Meghan’s touching moment with Harry’s ‘biggest fan’
“NEXT time we see you we’ll have a little one with us,” the Duchess of Sussex told 98-year-old Daphne Dunne.
SHE’S already met Prince Harry twice and 98-year-old Daphne Dunne was able to make it a trifecta today.
Mrs Dunne has been dubbed Prince Harry’s “favourite Aussie” with the Duke of Sussex stopping to have lengthy chats with her during both his 2015 and 2017 trips to Australia.
On Tuesday Harry stopped again to speak to Mrs Dunne, this time also introducing the royal fan to his wife Meghan Markle.
“It’s fantastic. I’m so happy to finally meet you. I’ve heard so much about you — all good things,” the Duchess of Sussex told Mrs Dunne.
“I think it’s wonderful, the two of you,” Mrs Dunne replied.
Accepting flowers and cards from Mrs Dunne, Meghan thanked her and said: “Hopefully next time we see you we’ll have a little one with us.”
Speaking to news.com.au before meeting the famous newlyweds, Mrs Dunne said it was “just marvellous” that her favourite prince was having a child.
“I think it’s wonderful … it’s what he’s always wanted. He will be a marvellous dad,” she said. He won’t let anything stand in his way and he will be so gentle and loving. This should be an Australian baby.”
Mrs Dunne said Meghan and Harry were “beautiful together” and it was nice to see the couple show such affection for each other in public.
98-year-old Sydneysider Daphne Dunne has met Harry for a third time in Sydney. Harry introduced his wife to Daphne for the first time today. "Marvellous." #RoyalWatch #7News pic.twitter.com/OgDIKnQpyU
â 7 News Sydney (@7NewsSydney) October 16, 2018
“I’m excited to see Harry. He’s a wonderful friend … That’s how I feel about him. He’s my favourite royal and so good-looking too. I’m sorry he’s taken,” she said.
Chatting to Today’s Sylvia Jeffreys outside Admiralty House this morning, Mrs Dunne raved about the 34-year-old royal.
“He’s a natural,” she said. “He just loves what he’s doing.
“I’m very happy for him. I’m glad he’s got a wife now, and soon have a b-b-bubba. I was stuttering there purposely,” Mrs Dunne joked.
The widow’s first husband, Lieutenant Albert Chowne, died aged 25 in 1945 during an attack on a Japanese machine gun post in Papua New Guinea.
He was posthumously awarded the Victoria Cross which Mrs Dunne was wearing when she first met Prince Harry.
“He said, ‘That’s what attracted me over here,’” Mrs Dunne told Jeffreys about her first meeting with the Prince.
“He said, ‘I’m glad I came over.’ We were just chatting for a little while and then they kept saying to him, ‘We’ve got to go. We’ve got to go.’ But he didn’t worry about that. He just continued on with what he was doing which was talking to me and then when he started to go he gave me a kiss on the cheek.”

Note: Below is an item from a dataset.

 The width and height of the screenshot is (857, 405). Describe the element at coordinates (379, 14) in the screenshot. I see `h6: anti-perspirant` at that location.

Mrs Dunne joked that when she met Prince Harry again in 2017 he gave her a kiss on the other cheek “because I was lopsided”.
“So where does the third kiss go then today?” Jeffreys asked.

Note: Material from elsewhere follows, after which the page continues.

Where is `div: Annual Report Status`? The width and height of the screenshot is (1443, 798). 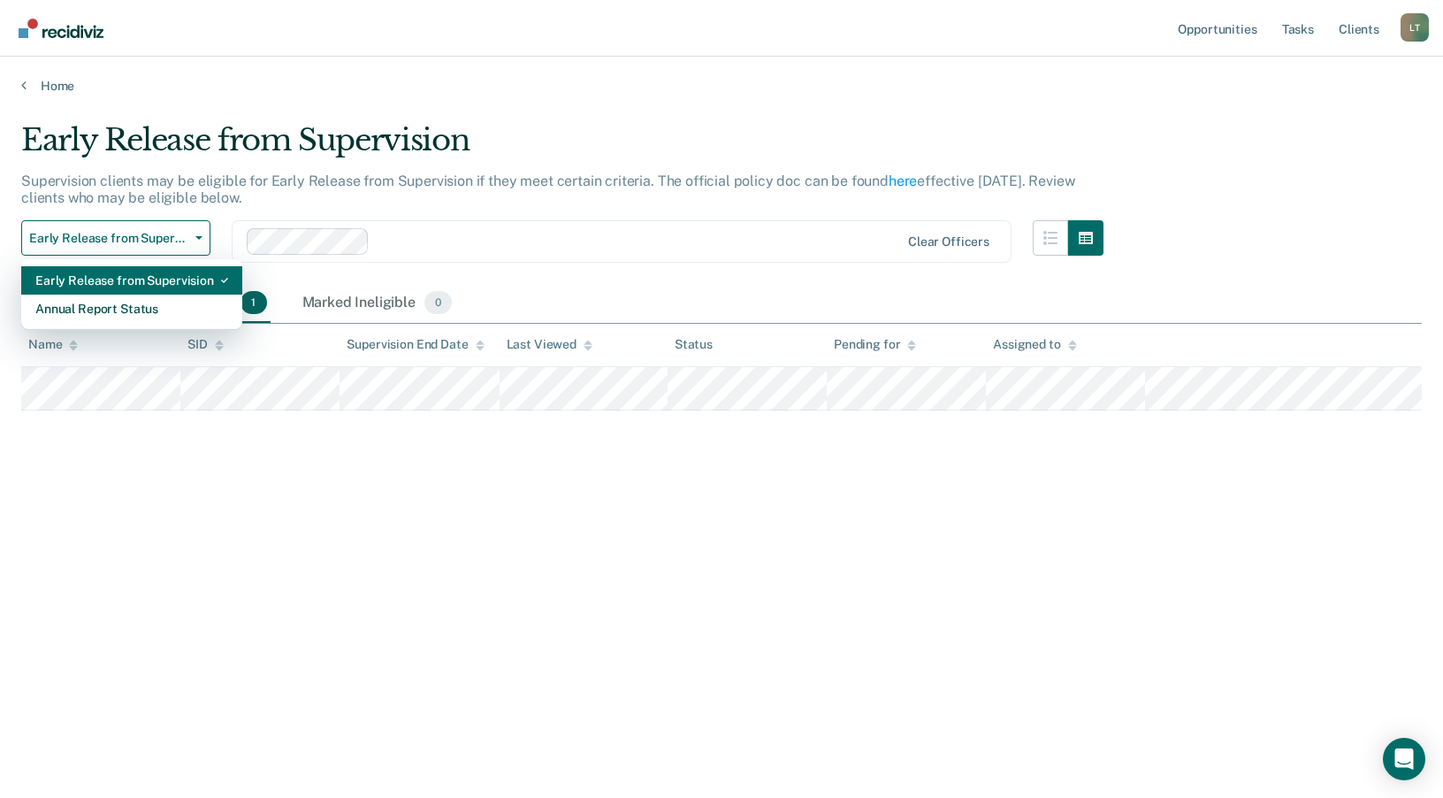 div: Annual Report Status is located at coordinates (132, 309).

“I don’t know — mightn’t even get it,” Mrs Dunne laughed.
As excited as she is about potentially chatting to Prince Harry again, Mrs Dunne is even more eager to meet Meghan Markle, and she’s even got a gift for the couple.

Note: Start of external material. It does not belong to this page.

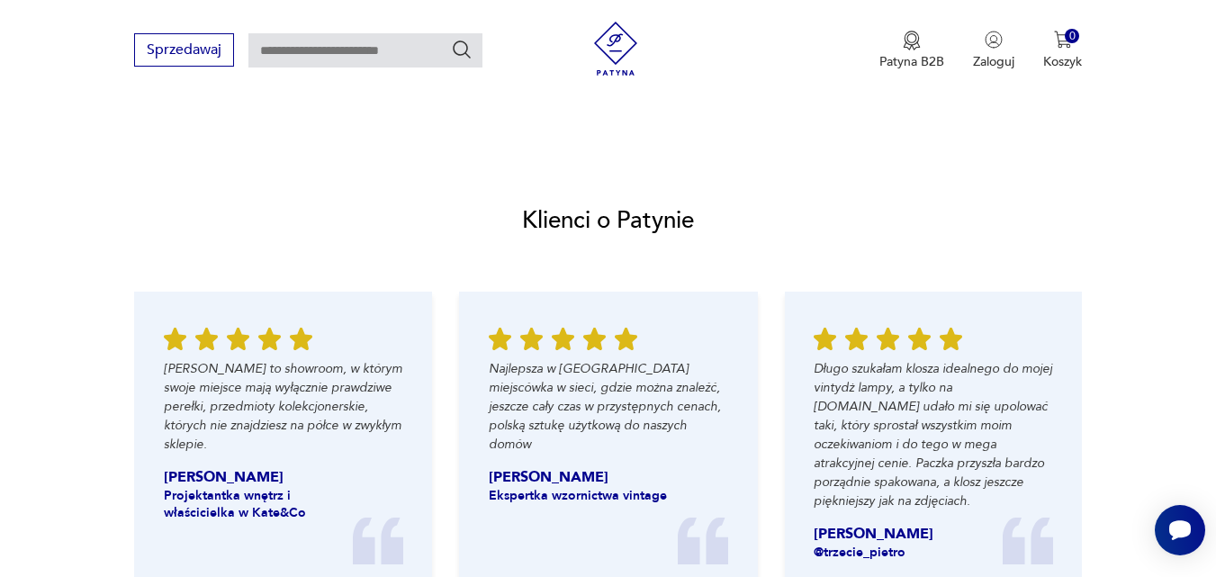  What do you see at coordinates (912, 41) in the screenshot?
I see `img: Ikona medalu` at bounding box center [912, 41].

“Just some flowers and I’ll tell them they will be very, very happy. I think that’s more important than any gift. I think it’s a gift on its own, to wish them happiness.”
Jeffreys asked Mrs Dunne what she’d like to say to them if she meets them.
“‘Hello, it’s wonderful to meet you and meet you Harry again, it’s absolutely wonderful. But to meet your wife I think it is absolutely marvellous.’”
On two occasions 98-year-old Daphne Dunne stole Prince Harry's heart! Now she's looking to get a third kiss from the royal as the Duke and Duchess of Sussex begin their official tour. #9Today pic.twitter.com/ocFKkKsLIH
â The Today Show (@TheTodayShow) October 15, 2018
Mrs Dunne previously opened up to the Canberra Times about losing her first husband.
Lieutenant Albert Chowne had arranged for some flowers to be delivered to Mrs Dunne’s work to celebrate her birthday and their first wedding anniversary.
“Just after the flowers he had arranged to have sent arrived, my lieutenant came over and told me I was ‘wanted at home’,” Mrs Dunne said in 2013.
“My heart sank. You were rarely sent home and it was never good news.’’
Mrs Dunne was told that her husband had keen killed, and was later informed that he was being awarded the Victoria Cross.
“I am proud for him but it doesn’t make up for everything,’’ Mrs Dunne told the Sydney Morning Herald at the time of her husband’s death in 1945.
“I would rather he had remained just ordinary and was alive. He was a wonderful man and a grand husband. I have no plans for the future. It is all dead to me now.’’
Mrs Dunne did go on to marry again a decade after her first husband’s death. Her second husband was Corporal John Dunne, another war hero who was captured by the enemy in 1942 and spent time in Changi.